Klopp was at pains to present himself as just a normal guy “from the Black Forest” but like it or not, he is inspiring messianic fervour. And not just amongst Liverpool fans. The press, too, were enraptured, drooling over Klopp’s pronouncements in what was certainly an assured and entertaining performance.
As noted previously, the English press have not been as thirsty for a coach to arrive in this country since Jose Mourinho won the Champions League with Porto. So it was probably no coincidence that Klopp was treated to a question which has sporadically appeared in managerial unveilings ever since Mourinho first uttered his fateful words upon taking charge of Chelsea.
Eleven years after Mourinho first called himself a “special one”, Klopp was probably surprised to be asked to define himself in relation to that statement – as every Chelsea manager has since, including Mourinho himself when he returned and called himself the “happy one”. Klopp’s rather prosaic attempt to fend it off was met with wholehearted laughter.

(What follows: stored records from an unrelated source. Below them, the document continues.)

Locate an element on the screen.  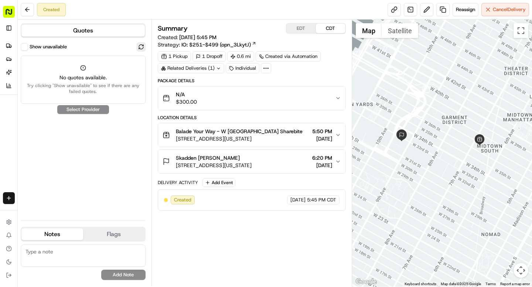
span: Created: is located at coordinates (187, 37).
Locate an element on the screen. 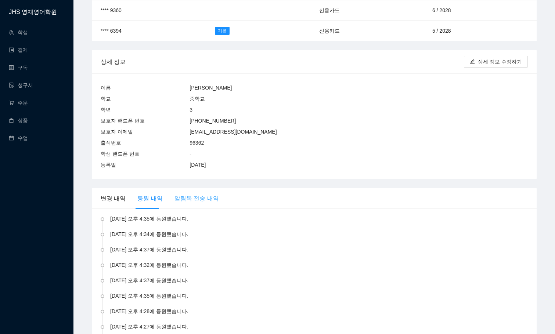  span: 상세 정보 수정하기 is located at coordinates (500, 62).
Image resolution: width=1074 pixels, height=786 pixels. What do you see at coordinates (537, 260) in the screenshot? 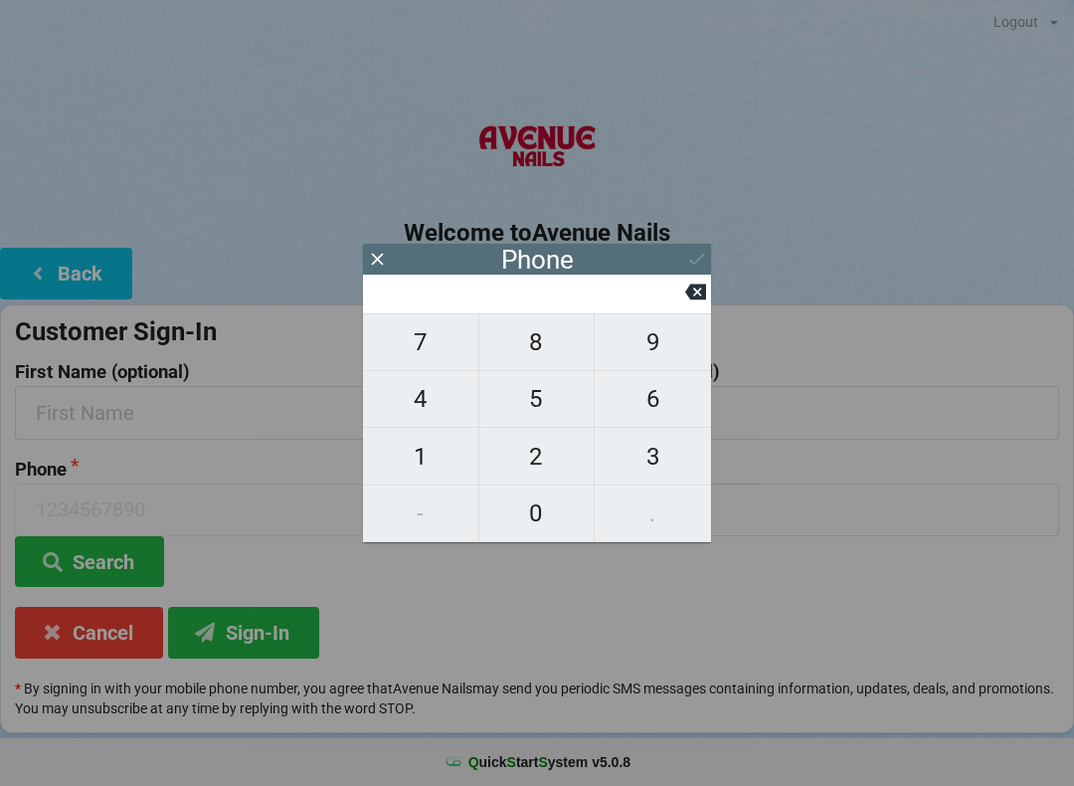
I see `div: Phone` at bounding box center [537, 260].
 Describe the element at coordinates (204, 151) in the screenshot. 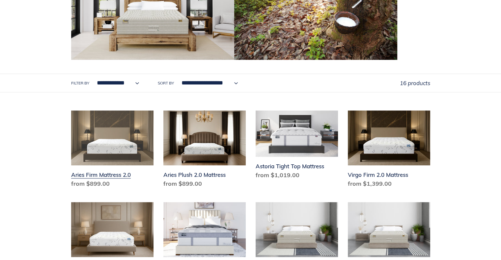

I see `a: Aries Plush 2.0 Mattress` at that location.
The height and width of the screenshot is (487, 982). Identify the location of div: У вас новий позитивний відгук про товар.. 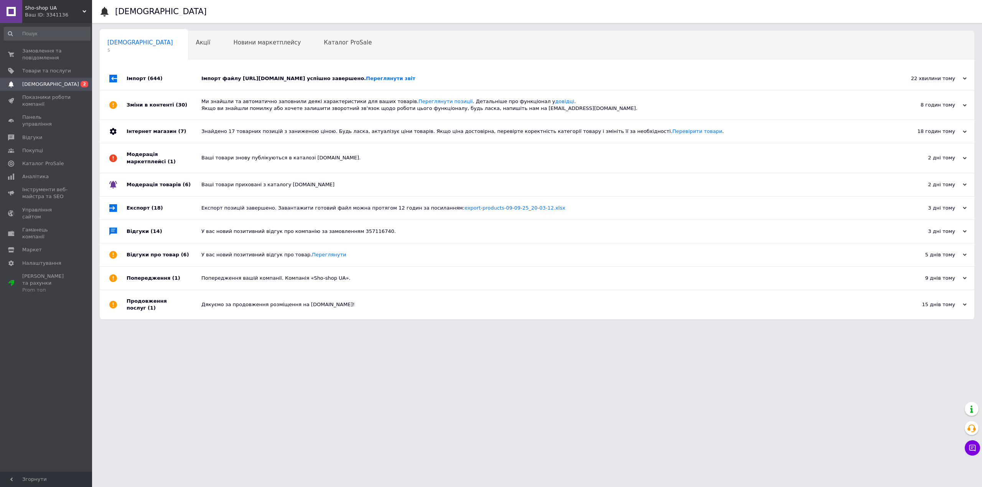
(545, 255).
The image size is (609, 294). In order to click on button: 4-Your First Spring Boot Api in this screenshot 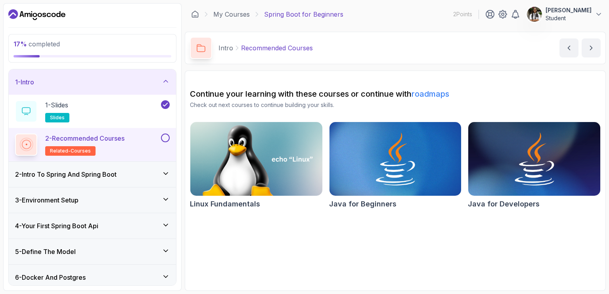, I will do `click(92, 226)`.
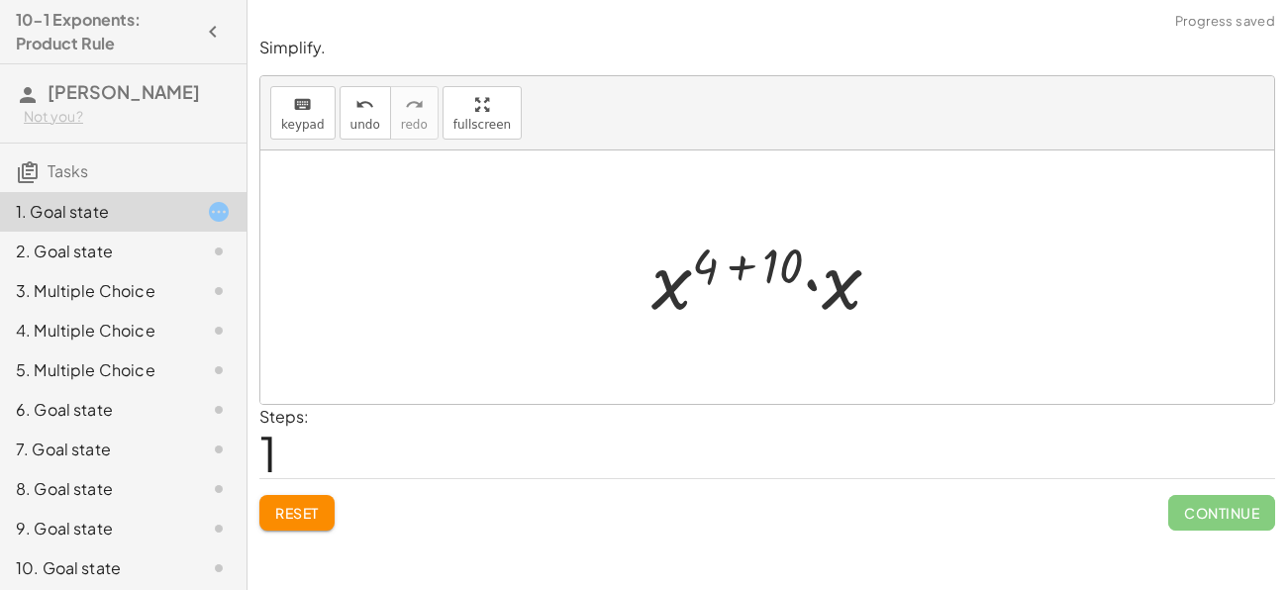 The width and height of the screenshot is (1287, 590). What do you see at coordinates (414, 105) in the screenshot?
I see `i: redo` at bounding box center [414, 105].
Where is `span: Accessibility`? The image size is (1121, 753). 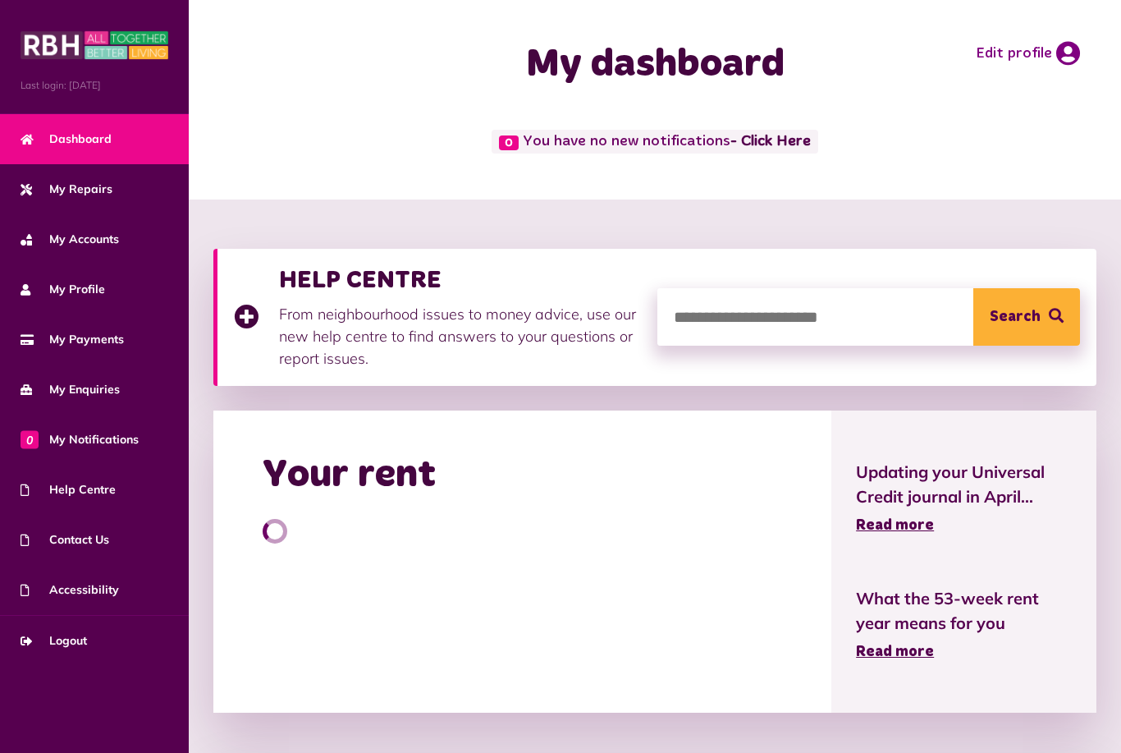
span: Accessibility is located at coordinates (70, 589).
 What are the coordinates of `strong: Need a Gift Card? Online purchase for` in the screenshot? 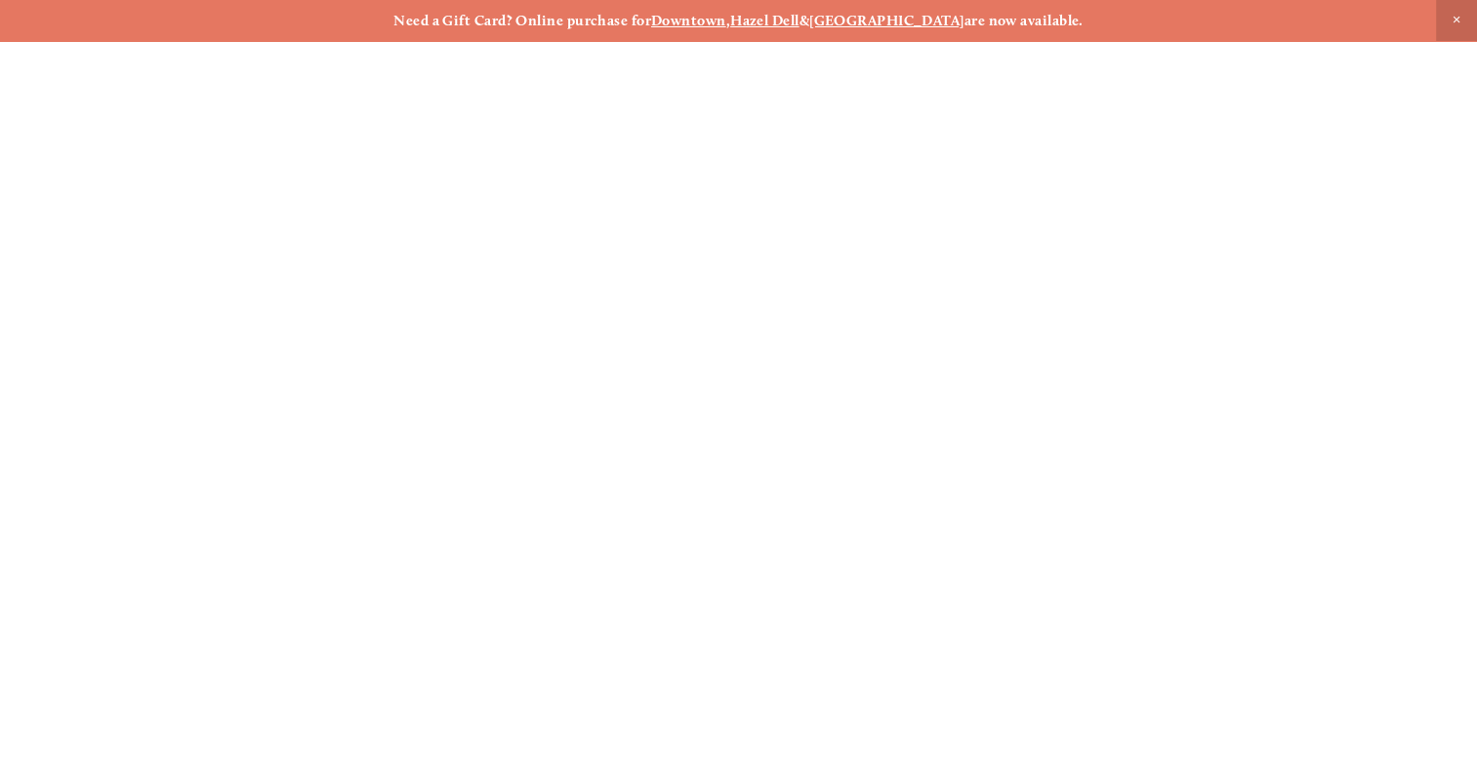 It's located at (522, 21).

Never mind that charisma black hole Avram Grant dealt with the question exactly the same way in 2007 when stepping in at Chelsea following Mourinho’s departure from the club. When it spilled from Klopp’s lips it was as if Moses had descended from Mount Sinai with “I am the normal one” scratched across a tablet of stone.
The giddy, giggling reaction proved Klopp has already won over the media as well as Liverpool supporters – and both groups were overwhelmingly willing partners, ready to be wooed. But the challenges he faces on the pitch are altogether more daunting.
"Please give us time to work on it,” Klopp said. “please be patient.” But euphoria and patience are not easy bedfellows. The bar of expectancy has been raised, despite Klopp's prescient warnings.